Thursday, October 15, 2009

Drilling Down

This has been a difficult start to another year of teaching. Seems demands are more numerous and trying out new, innovative strategies with technology are paradoxically piling up next to outdated testing pressures. On one hand we teachers are being held accountable by standardized testing and drill down into the data; and on the other hand we are being told that technology, creative, and performative skills are the way to go. It's like trying to get the moon by digging to the Earth's core: as ineffective and as frustrating.

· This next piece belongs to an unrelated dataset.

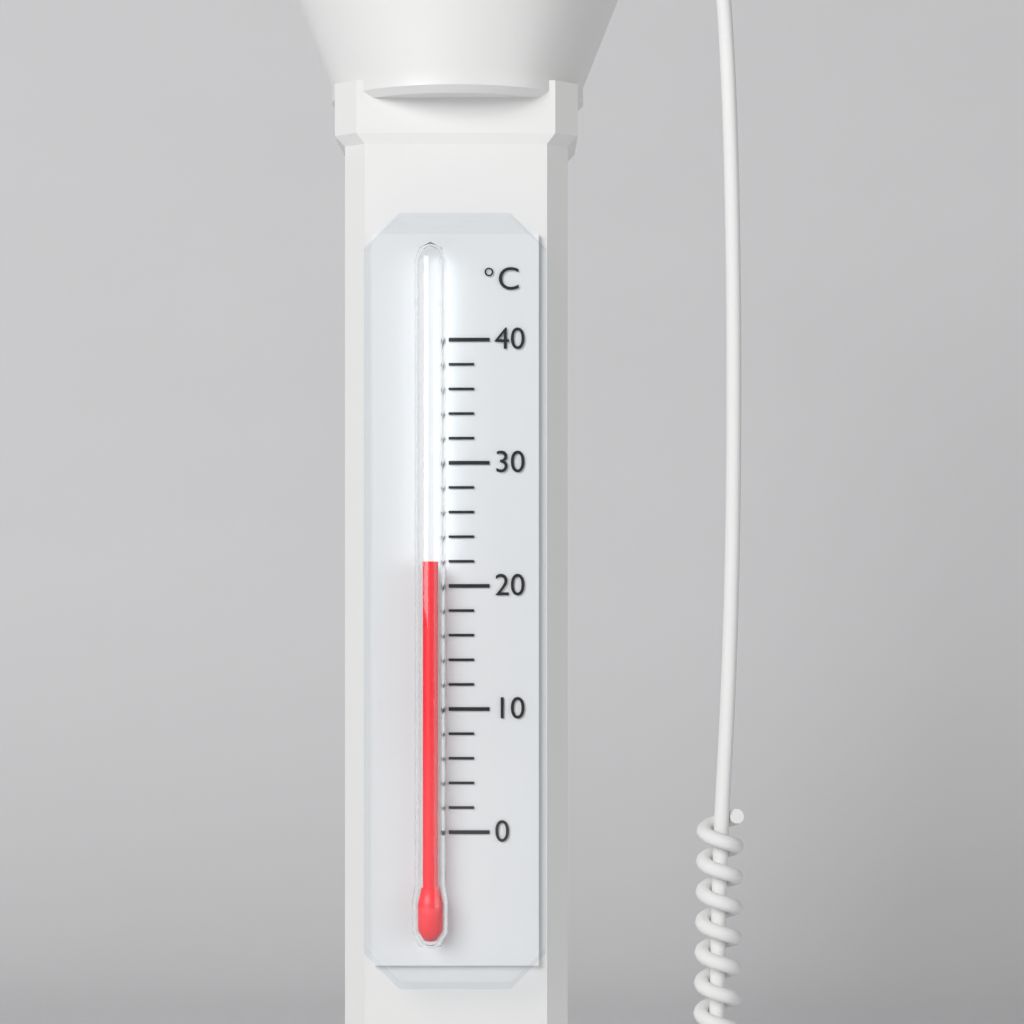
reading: 22 °C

This past month I've been drilling down on a standardized reading test that is sampling our state's standards. Pennsylvania has 3 reading standards with a total of 35 specific skills defined. Of those 35 skills, 12 have been translated to assessment anchors, or ways of measuring a third of the defined skills. Of those 12, the test samples 9. Of those 9, the questions sample 3 skills 3 times as much, while sampling others only once or twice. So as I drill down on 120 students individually--taking 5-10 minutes on each--my mind wanders and wonders if knowing so little about so little is worth the effort, let alone the time: 10-20 hours, if you do the math. Taking into consideration that the student might not have felt well, had had a difficult time that morning at home, or just didn't care so much to take the test seriously and the worth of standardized test scores wanes in my estimation.
So we've headed the wrong vehicle in the wrong direction to the wrong address.
I worry about my next dozen years or in the classroom, not because of the future, but my past. Before teaching I was in advertising, first the creative end and then the business end. I couldn't stand the marketing numbers. So then I worked for a family run book retailer which emphasized the love of books and knowledge. But they sold they went public and became a national corporate concern--and the concern was price points. I got out and returned to my first love--teaching. Now after 20 years of the testing movement and despite the call for 21st century skills, a dinosaur of data-driven decision-making is starting to bang at my classroom door. Is it time to move on? Or face the dragon? A lesson life keeps presenting might be a lesson worth learning.